Multistable Composite Laminate Grids as a Design Tool for Soft Reconfigurable Multirotors

Adaptive‐morphology multirotors exhibit superior versatility and task‐specific performance compared to traditional multirotors owing to their functional morphological adaptability. However, a notable challenge lies in the contrasting requirements of locking each morphology for flight controllability...

Full description

Saved in:
Bibliographic Details
Main Authors: Luca Girardi, Giada Risso, Laura Pesaresi, Paolo Ermanni, Stefano Mintchev
Format: Article
Language:English
Published: Wiley 2025-07-01
Series:Advanced Intelligent Systems
Subjects:
Online Access:https://doi.org/10.1002/aisy.202400356
Tags: Add Tag
No Tags, Be the first to tag this record!
Description
Summary:Adaptive‐morphology multirotors exhibit superior versatility and task‐specific performance compared to traditional multirotors owing to their functional morphological adaptability. However, a notable challenge lies in the contrasting requirements of locking each morphology for flight controllability and efficiency while permitting low‐energy reconfiguration. A novel design approach is proposed for reconfigurable multirotors utilizing soft multistable composite laminate airframes. These airframes show kinematically determinate morphologies corresponding to multiple minima in their elastic potential energy landscape. By varying design parameters, the methodology allows for tuning the energy landscape characteristics governing each morphology's structural stability and reconfiguration energetics. The airframe, composed of multistable composite laminate grids, is optimized to maximize rigidity under flight loads and minimize reconfiguration work. The 130‐g reconfigurable multirotor design demonstrates self‐locking properties in an open and a folded configuration, enabling a 48% reduction in width‐span without compromising stability during flight. Soft pneumatic actuators, actuated using a tethered compressed air supply, enable reversible reconfiguration on the ground between open and folded configurations. The design resolves the conflicting requirements of high‐stiffness to lock each flight configuration and low‐actuation work for reconfigurability. By exploiting soft yet multistable structures, the approach combines the stability observed in rigid‐linked reconfigurable multirotors with the low‐effort reconfigurability of soft multirotors, offering new methods for designing adaptive‐morphology multirotors.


WORK ORDER
Below are entries; count the lines among them that contain the word "stroke", and give only the count.

RECORDED INFORMATION
◆ ◆ ◆

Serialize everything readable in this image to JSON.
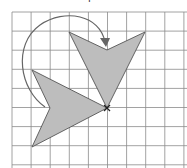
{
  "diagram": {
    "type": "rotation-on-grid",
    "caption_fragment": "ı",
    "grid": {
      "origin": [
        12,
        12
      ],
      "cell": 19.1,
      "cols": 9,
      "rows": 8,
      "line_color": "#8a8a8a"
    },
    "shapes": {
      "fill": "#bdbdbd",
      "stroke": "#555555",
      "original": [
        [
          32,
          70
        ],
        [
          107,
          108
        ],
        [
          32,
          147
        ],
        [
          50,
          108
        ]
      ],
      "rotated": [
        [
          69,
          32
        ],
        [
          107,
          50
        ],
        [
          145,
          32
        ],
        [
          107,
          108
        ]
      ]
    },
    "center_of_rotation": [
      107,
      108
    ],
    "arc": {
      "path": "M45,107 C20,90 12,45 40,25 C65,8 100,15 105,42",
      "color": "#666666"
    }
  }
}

◆ ◆ ◆

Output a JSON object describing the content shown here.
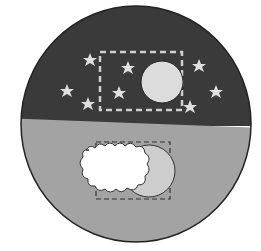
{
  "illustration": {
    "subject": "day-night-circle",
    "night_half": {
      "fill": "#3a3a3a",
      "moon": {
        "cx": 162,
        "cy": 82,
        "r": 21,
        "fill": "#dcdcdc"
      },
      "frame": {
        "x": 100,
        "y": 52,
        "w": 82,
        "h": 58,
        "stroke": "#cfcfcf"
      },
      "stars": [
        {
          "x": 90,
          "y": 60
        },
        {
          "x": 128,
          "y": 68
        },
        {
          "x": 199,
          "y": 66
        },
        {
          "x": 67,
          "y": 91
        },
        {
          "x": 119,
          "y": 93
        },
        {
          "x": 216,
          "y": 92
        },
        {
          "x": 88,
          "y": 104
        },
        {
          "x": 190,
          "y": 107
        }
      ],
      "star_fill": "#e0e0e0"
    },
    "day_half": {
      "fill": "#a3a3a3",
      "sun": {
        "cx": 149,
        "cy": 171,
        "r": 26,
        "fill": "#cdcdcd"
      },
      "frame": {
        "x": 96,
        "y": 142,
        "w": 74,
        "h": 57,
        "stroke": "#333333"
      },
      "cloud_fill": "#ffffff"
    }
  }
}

◆ ◆ ◆

EXERCISE OUTPUT
3